A plea for emotional intelligence, accountability, and healing in churches especially in Africa
Dear Church in Africa,
This is not a rebuke. It’s a plea.
Not from a perfect voice, but from a watchman who’s seen the wounded limp away from altars that should have healed them.
We are rich in revelation—but poor in compassion.
Strong in power—but weak in presence.
We’ve mastered honor, but forgotten empathy.
We exalt spiritual rank, but neglect emotional depth.
The pews are full—but the people are bleeding quietly.
Why? Because the pulpit has power, but often lacks emotional intelligence.
You have turned shepherds into sovereigns.
To question them is rebellion. To disagree is dishonor.
So correction becomes humiliation.
Discipleship becomes domination.
And the flock learns to trade their honesty for survival.
They dance, but they’re drowning.
They serve, but they’re silenced.
They carry Bibles, but bury their wounds—because the altar no longer has room for weakness.
Take Kilma, a devoted lay leader in a West African Neo-Pentecostal church.
When his marriage began to fracture, he turned to his pastors for help.
But instead of empathy and wisdom, they offered only spiritual clichés:
“Pray more.”
“Don’t let the enemy in.”
“Submit or suffer.”
No counseling. No accountability. No real care.
Within months, his ten-year marriage collapsed.
The pulpit that declared breakthroughs never spoke of the breakdown.
A young woman’s mother was diagnosed with terminal cancer.
Her church, fervent in prophecy but blind to pain, condemned any mention of death as doubt.
They promised healing. They refused lament.
And when the healing didn’t come?
They blamed her.
Said her mother died because she didn’t believe enough.
She didn’t leave the church because she stopped believing in God.
She left because her pain had no place in a house that only accepted praise.
You don’t cast out trauma. You process it.
You don’t rebuke grief. You sit with it.
The Spirit is not just wind and fire. He is also water and wine.
Many leaders were elevated before they were healed.
Crowned without being counseled.
So they lead through the lens of their own unspoken wounds.
They confuse emotional detachment with spiritual maturity.
They spiritualize abuse and call it structure.
They ignore tears and call it toughness.
But we were never called to be emotionally numb—we were called to be whole.
And no, the blame isn’t only on the pulpit.
We—the people—also reward charisma over character.
We idolize spiritual fathers. We confuse hype with holiness.
We shout for mantles, but stay silent about manipulation.
We too must grow.
We must hunger for more than miracles.
We must desire emotional honesty and accountability, not just fire and tongues.
It looks like a pastor saying, “I don’t know, but I’ll walk with you.”
It looks like leaders who don’t weaponize the pulpit.
It looks like sermons that speak to brokenness, not just breakthrough.
It looks like altars where confession is safe—not a trapdoor for gossip.
Because emotional intelligence doesn’t dilute the Spirit—it reveals Him more deeply.
He’s not only the wind. He is also the dove.
The African Church is powerful. Prophetic. Passionate.
But if we don’t grow emotionally, we will lose the next generation.
They’re not just asking, “Is it true?”
They’re asking, “Is it safe here?”
Let our churches become safe again.
Let leaders be human again.
Let the Spirit heal not just bodies—but hearts.
Because revival without emotional healing… is just noise.
Want to respond to this letter or share your story?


## What you need to do
Which of the lines below include the word "deflected"? Pull each one out.

[Figure dataset records]
....
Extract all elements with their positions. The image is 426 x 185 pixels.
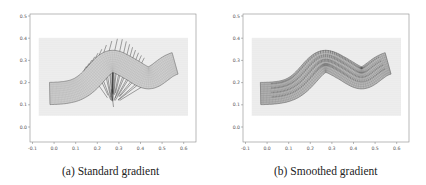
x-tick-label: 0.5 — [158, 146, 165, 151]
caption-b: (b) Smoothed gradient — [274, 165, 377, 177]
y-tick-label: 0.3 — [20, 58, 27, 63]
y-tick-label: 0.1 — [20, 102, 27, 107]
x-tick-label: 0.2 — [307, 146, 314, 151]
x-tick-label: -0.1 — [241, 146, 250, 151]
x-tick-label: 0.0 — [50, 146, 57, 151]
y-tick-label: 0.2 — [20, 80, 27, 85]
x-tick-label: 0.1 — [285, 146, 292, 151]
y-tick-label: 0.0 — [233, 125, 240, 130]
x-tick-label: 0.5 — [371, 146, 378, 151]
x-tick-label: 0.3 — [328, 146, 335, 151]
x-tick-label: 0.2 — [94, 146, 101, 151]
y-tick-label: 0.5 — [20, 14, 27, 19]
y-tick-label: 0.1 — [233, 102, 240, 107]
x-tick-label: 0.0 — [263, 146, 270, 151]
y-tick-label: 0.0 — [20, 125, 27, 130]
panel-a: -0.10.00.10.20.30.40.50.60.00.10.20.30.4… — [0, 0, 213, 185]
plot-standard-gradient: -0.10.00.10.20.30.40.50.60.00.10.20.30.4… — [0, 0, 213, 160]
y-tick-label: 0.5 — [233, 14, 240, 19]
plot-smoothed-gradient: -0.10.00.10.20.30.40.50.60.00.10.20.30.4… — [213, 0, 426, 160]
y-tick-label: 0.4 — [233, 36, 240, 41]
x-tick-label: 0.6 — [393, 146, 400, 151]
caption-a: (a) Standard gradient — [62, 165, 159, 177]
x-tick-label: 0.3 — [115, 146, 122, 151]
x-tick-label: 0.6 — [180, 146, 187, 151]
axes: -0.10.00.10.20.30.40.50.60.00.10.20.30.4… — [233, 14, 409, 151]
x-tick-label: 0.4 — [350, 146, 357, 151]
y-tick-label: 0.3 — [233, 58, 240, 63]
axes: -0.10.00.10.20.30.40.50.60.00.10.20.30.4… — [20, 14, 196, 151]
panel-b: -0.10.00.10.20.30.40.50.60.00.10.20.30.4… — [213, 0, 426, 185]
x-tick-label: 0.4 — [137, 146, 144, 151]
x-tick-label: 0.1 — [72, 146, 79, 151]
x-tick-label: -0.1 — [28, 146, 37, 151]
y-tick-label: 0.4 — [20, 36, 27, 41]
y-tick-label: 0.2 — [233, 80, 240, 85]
....
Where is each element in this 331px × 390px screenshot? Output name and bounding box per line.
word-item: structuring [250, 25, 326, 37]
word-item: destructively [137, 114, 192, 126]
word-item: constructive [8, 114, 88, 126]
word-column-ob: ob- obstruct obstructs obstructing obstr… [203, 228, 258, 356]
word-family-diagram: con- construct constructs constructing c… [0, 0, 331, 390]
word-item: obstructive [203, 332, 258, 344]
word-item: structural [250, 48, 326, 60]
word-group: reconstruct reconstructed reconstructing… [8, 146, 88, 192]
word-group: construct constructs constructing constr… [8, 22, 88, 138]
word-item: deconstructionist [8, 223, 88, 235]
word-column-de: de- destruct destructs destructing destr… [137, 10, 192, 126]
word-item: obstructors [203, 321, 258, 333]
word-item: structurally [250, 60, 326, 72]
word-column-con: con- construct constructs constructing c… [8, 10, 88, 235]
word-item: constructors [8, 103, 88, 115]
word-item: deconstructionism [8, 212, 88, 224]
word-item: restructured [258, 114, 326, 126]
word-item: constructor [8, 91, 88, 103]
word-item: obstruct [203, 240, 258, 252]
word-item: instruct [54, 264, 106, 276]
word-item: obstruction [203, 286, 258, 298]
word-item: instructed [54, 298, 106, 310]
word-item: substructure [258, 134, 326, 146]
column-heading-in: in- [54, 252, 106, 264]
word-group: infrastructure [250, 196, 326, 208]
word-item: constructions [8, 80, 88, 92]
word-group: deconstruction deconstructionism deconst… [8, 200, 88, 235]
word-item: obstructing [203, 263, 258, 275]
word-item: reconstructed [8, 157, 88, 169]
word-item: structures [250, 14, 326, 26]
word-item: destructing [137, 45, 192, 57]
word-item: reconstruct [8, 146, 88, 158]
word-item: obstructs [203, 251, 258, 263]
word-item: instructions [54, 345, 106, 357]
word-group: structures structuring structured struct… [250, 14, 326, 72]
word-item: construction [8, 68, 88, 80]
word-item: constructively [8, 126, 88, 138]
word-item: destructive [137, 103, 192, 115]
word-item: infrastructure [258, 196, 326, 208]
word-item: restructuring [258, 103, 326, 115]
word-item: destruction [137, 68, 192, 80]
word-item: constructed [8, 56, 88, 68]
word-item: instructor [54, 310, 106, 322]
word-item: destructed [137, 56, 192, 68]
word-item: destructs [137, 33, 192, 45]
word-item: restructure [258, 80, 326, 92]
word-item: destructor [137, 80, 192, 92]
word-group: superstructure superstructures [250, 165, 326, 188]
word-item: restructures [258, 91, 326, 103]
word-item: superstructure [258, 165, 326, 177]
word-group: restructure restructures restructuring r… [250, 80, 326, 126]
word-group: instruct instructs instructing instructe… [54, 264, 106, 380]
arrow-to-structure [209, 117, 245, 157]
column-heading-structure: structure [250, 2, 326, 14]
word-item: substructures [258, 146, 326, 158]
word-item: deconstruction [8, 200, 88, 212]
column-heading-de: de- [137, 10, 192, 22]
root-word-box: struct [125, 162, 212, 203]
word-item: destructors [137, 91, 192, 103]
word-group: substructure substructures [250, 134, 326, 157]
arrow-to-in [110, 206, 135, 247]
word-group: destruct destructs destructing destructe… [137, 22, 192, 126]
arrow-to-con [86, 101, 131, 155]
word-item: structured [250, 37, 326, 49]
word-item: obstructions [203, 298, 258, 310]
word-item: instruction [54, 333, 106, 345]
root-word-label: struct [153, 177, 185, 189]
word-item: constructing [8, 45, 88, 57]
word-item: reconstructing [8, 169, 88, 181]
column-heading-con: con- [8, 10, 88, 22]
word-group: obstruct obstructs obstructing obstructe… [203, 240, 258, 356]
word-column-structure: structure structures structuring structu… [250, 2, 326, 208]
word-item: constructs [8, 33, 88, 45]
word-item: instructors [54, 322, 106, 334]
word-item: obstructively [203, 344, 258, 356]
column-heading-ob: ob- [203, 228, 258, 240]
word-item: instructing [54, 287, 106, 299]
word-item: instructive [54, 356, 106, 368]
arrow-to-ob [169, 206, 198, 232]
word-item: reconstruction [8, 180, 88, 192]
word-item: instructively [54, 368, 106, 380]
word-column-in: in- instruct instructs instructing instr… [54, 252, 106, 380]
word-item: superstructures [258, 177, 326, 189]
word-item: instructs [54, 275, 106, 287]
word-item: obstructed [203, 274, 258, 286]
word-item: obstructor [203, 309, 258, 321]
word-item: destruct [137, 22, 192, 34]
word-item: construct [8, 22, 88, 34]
....
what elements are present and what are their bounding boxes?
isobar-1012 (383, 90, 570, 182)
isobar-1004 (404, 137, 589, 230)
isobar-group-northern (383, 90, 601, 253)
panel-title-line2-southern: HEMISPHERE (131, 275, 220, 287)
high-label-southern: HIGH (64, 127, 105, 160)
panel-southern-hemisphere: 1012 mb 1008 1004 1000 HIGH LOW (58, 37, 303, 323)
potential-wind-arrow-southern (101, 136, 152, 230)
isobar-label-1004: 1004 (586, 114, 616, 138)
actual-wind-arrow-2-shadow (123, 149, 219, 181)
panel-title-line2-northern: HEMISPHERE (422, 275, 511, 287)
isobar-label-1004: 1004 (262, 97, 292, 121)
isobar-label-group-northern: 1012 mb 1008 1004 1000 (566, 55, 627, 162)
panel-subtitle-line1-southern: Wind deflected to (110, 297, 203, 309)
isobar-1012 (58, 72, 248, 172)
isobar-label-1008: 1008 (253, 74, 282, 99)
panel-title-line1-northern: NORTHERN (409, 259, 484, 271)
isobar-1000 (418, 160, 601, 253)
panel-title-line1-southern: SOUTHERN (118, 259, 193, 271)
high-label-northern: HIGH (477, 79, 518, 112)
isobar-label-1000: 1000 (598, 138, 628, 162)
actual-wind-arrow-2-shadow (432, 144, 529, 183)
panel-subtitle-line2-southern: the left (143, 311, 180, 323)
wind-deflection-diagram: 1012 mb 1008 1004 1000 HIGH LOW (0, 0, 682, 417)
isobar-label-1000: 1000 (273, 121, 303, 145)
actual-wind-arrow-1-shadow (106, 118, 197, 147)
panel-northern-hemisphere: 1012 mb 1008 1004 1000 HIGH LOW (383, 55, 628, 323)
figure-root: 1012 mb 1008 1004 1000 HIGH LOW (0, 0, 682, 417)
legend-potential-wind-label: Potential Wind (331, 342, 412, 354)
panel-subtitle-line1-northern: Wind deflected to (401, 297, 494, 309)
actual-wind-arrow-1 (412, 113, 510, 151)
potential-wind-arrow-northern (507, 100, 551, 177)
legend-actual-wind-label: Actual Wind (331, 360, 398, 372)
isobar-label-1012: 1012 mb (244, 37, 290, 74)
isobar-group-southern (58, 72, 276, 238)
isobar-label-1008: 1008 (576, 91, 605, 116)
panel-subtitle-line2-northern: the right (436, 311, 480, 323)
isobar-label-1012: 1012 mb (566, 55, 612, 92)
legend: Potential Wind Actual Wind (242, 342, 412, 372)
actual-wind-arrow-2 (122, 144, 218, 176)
....
## Exercise answer
panel-subtitle-line1-southern: Wind deflected to (110, 297, 203, 309)
panel-subtitle-line1-northern: Wind deflected to (401, 297, 494, 309)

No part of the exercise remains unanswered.